Windows 7 Wifi Certificate Trust Anchor

active-directorycertificateradiuswindows 7

When attempting to connect to our company wireless while not on the domain, I receive a message saying that our RADIUS server provided a valid certificate issued by our root CA, but that the root CA is not configured as a valid trust anchor (on a windows 7 machine).

The root CA has to be manually checked off under security for the wireless network connection in order to remove this message. What is the point of manually telling the system to trust the Root CA? Isn't that the point of having a trusted root CA? Is there any way around this? It becomes an issue when users think our connection is insecure or certificates are out of date. I can't manually configure every machine that may use the wireless.

It's the same as the issue seen here.

Best Answer

Think about your question for a second.

The "root CA" is the "root CA" for your domain. So yes, it will be trusted by members of your domain, and not by machines that aren't joined to your domain. In fact, if you could get machines to automatically, arbitrarily trust your CA, that would be a rather big security hole rather than a security feature (and is precisely how Stuxnet and Flame installed themselves - with forged certificates from universally trusted CAs).

You should be distributing certificates and CA trusts through GPO, (auto-enrollment) which means you don't have to manually configure every machine that needs to use the wireless, and you can make your life a lot easier by only allowing domain-joined machines (that have those certificates and trusts pushed out to them) onto the company wireless network, precisely so you don't have to manually issue certs and trusts. Of course, you can decide to allow any device that doesn't have the trusts and certificates to use the wireless... but the symptoms you're seeing is the price you pay for doing so.

You can also set up a secondary wireless SSID, protected with a password and segmented off from the corporate network to allow your users to surf the web with their personal devices (and is what we do), if you can't lay down the law and just say "no" to personal wireless devices at the office.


§ EXERCISE DESCRIPTION:
With the pictures set aside, reproduce each entry precisely as it reads.

Phrase grounding data
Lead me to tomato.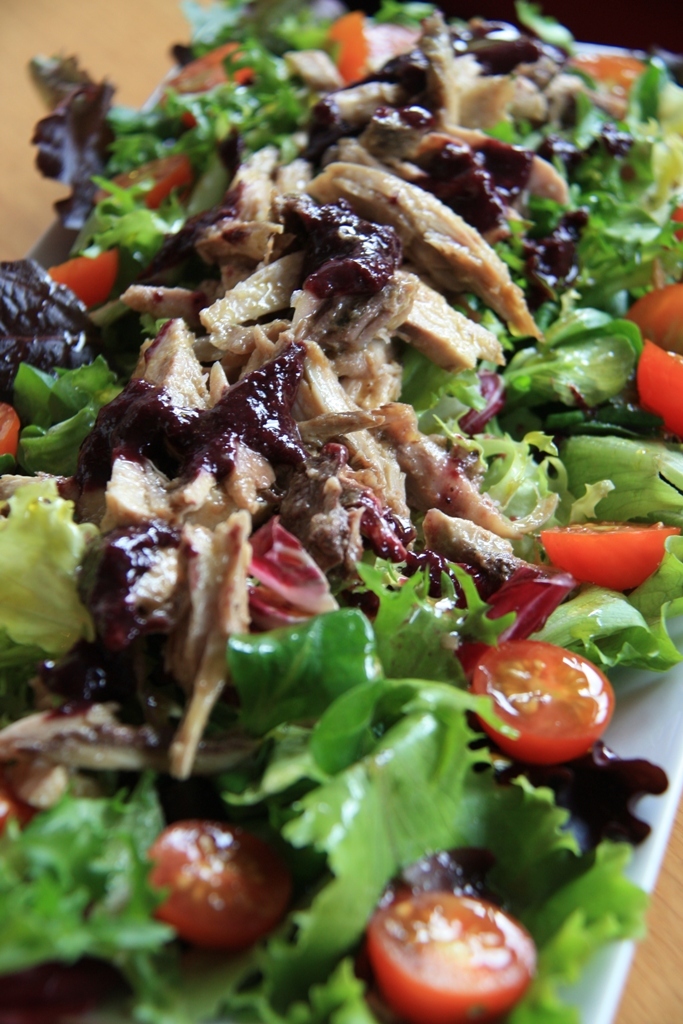
Lead to [x1=486, y1=646, x2=604, y2=779].
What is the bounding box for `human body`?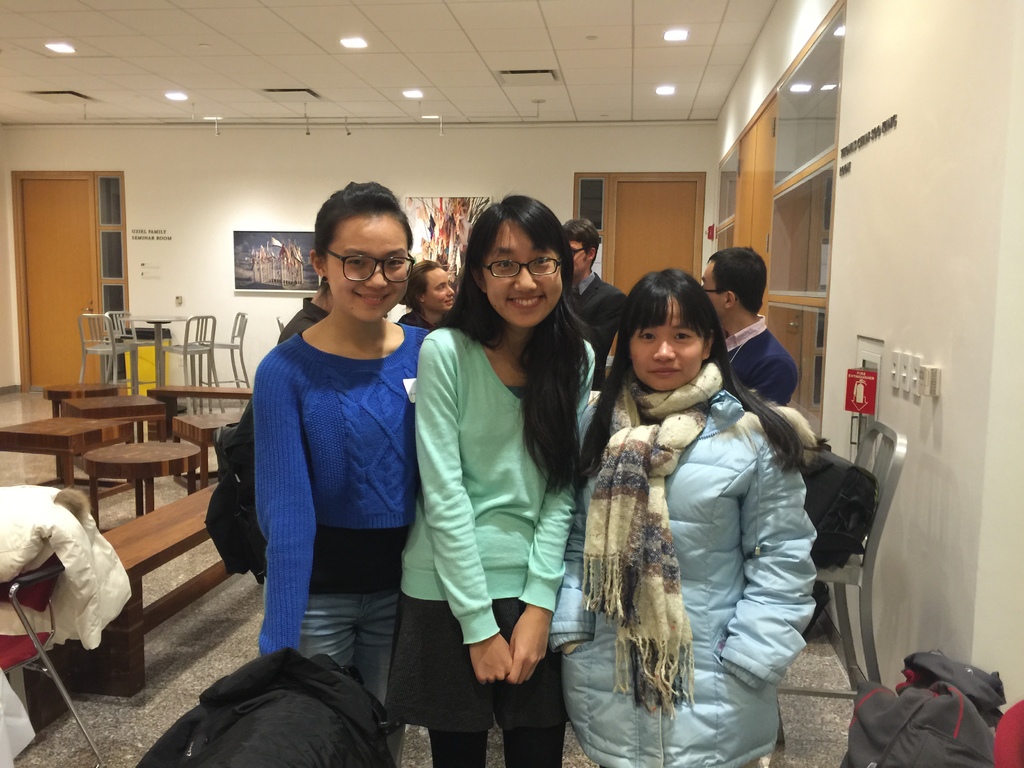
[left=220, top=204, right=436, bottom=729].
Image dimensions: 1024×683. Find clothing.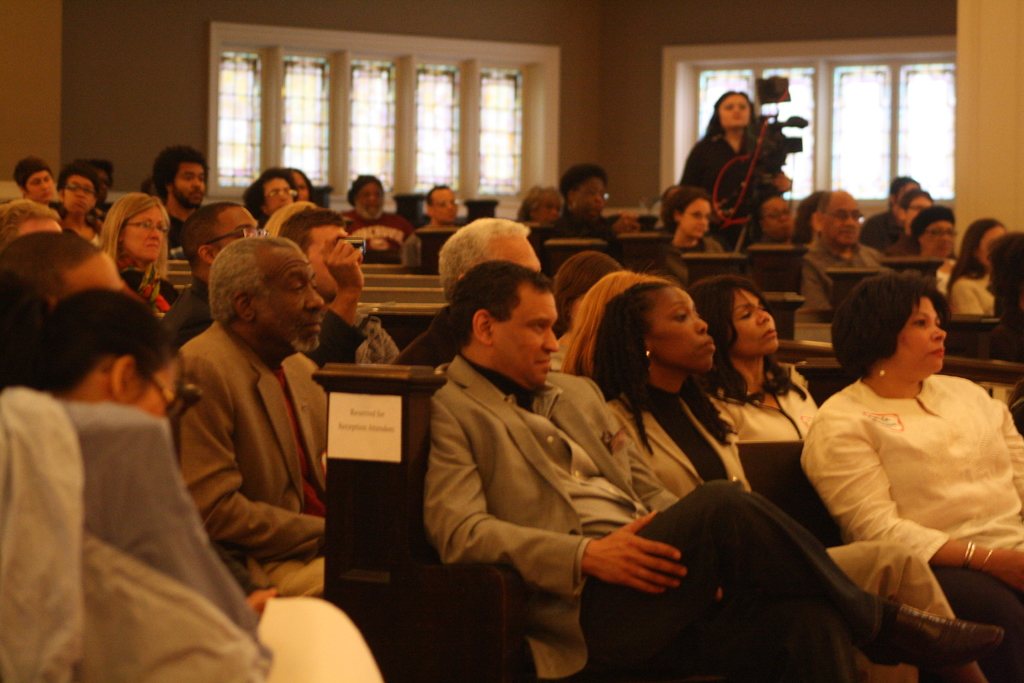
locate(252, 588, 385, 682).
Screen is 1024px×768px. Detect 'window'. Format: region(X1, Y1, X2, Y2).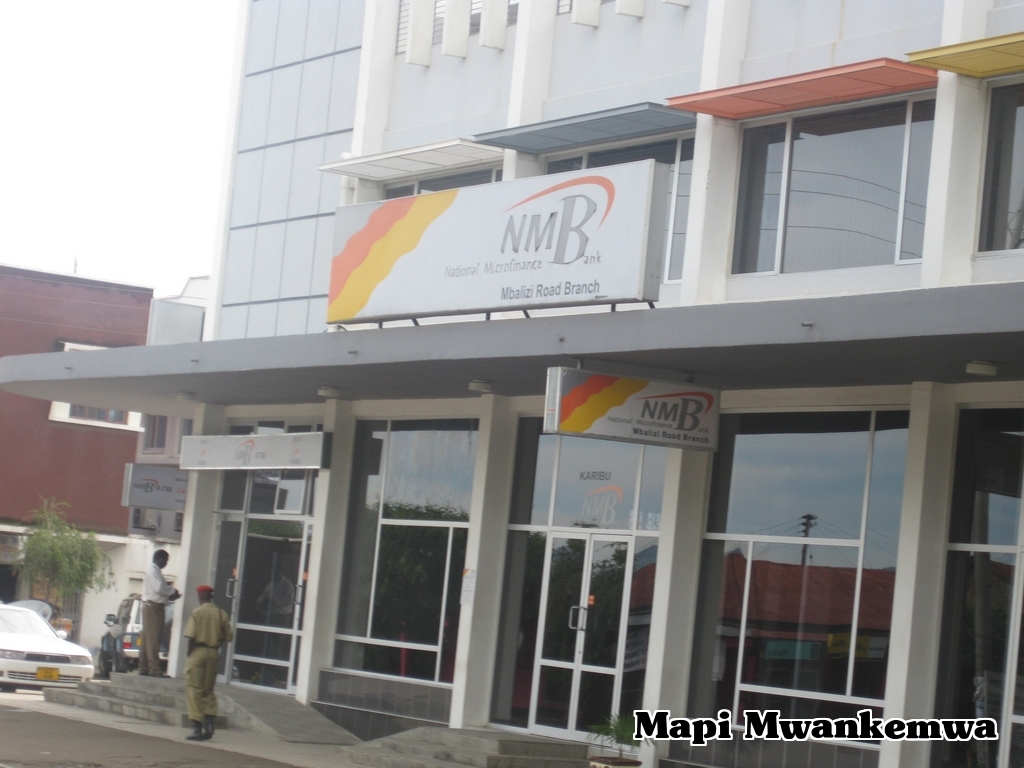
region(140, 414, 164, 458).
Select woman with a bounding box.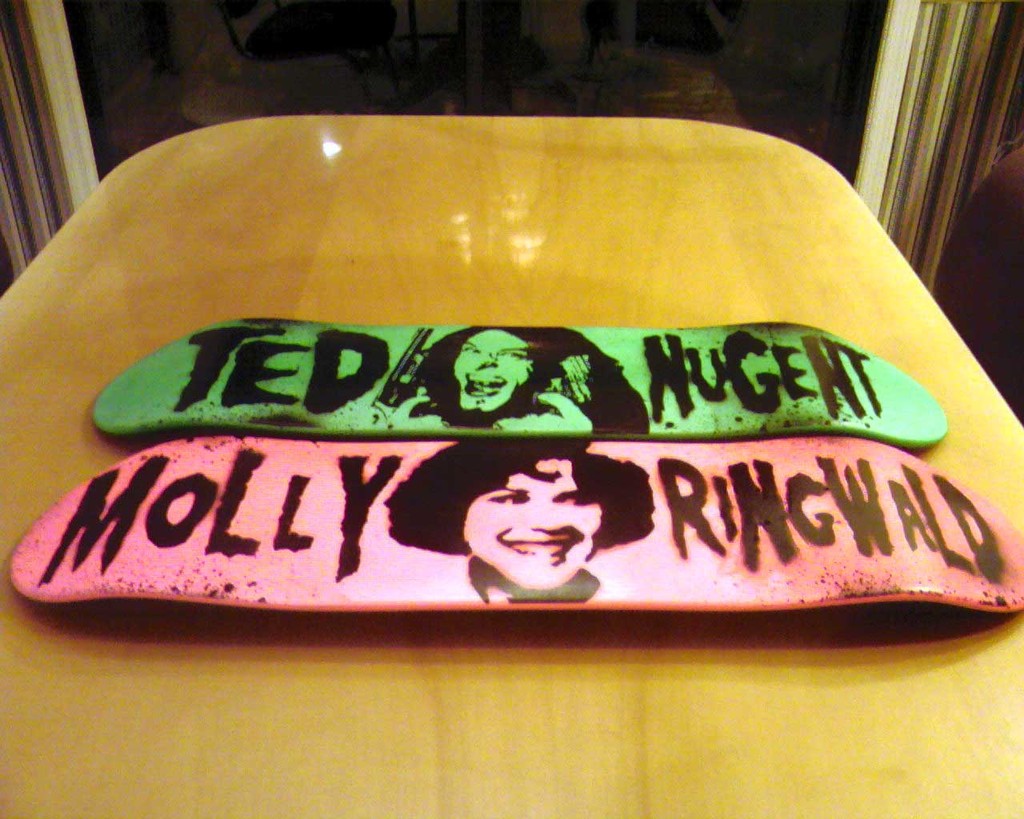
left=435, top=437, right=647, bottom=609.
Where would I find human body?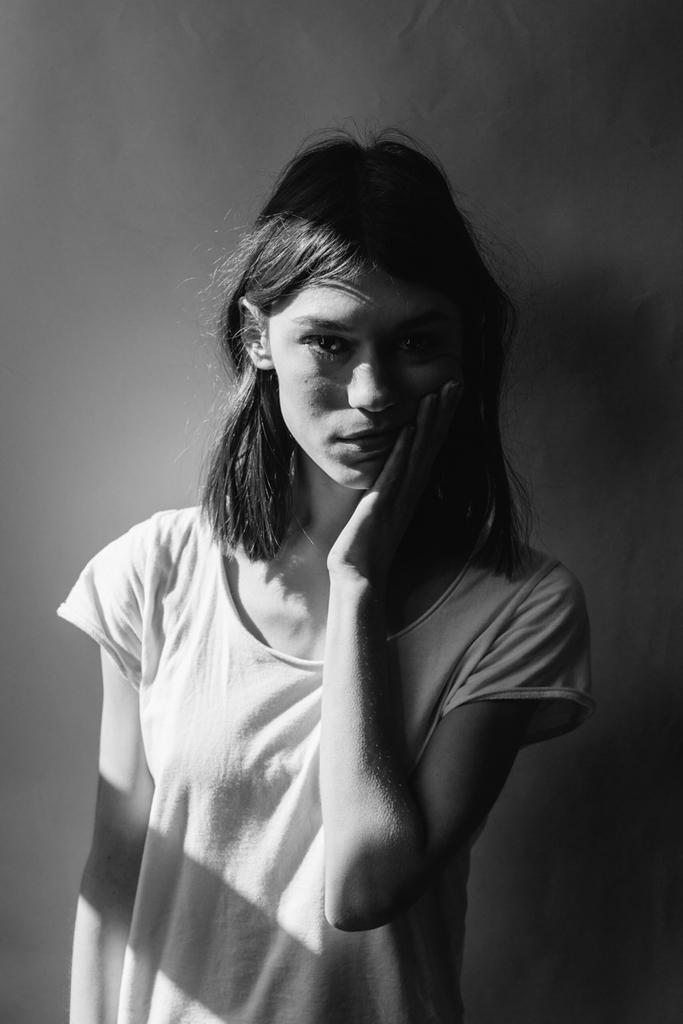
At {"left": 57, "top": 135, "right": 597, "bottom": 1021}.
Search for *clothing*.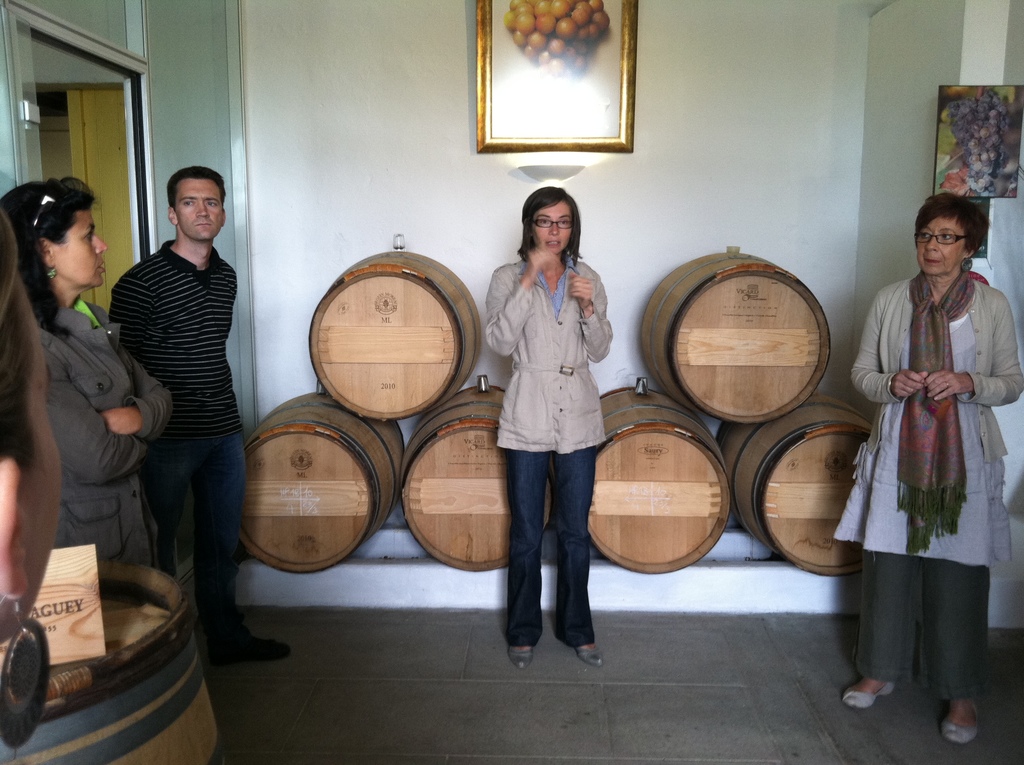
Found at bbox=(831, 257, 1023, 700).
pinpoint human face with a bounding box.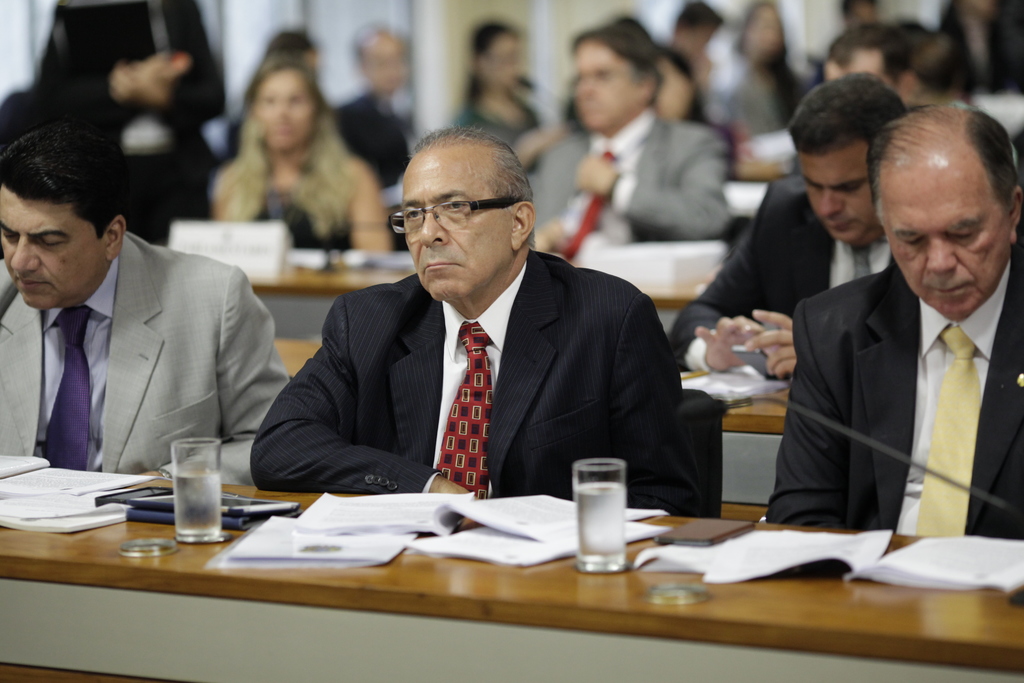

§ EXERCISE SOLUTION:
Lead me to tomato.
Lead to [x1=486, y1=646, x2=604, y2=779].
What is the bounding box for `human body`?
[left=220, top=204, right=436, bottom=729].
Image dimensions: 1024×683. Find clothing.
locate(252, 588, 385, 682).
Screen is 1024px×768px. Detect 'window'. Format: region(X1, Y1, X2, Y2).
region(140, 414, 164, 458).
Select woman with a bounding box.
left=435, top=437, right=647, bottom=609.
Where would I find human body?
At {"left": 57, "top": 135, "right": 597, "bottom": 1021}.
Search for *clothing*.
Found at bbox=(831, 257, 1023, 700).
pinpoint human face with a bounding box.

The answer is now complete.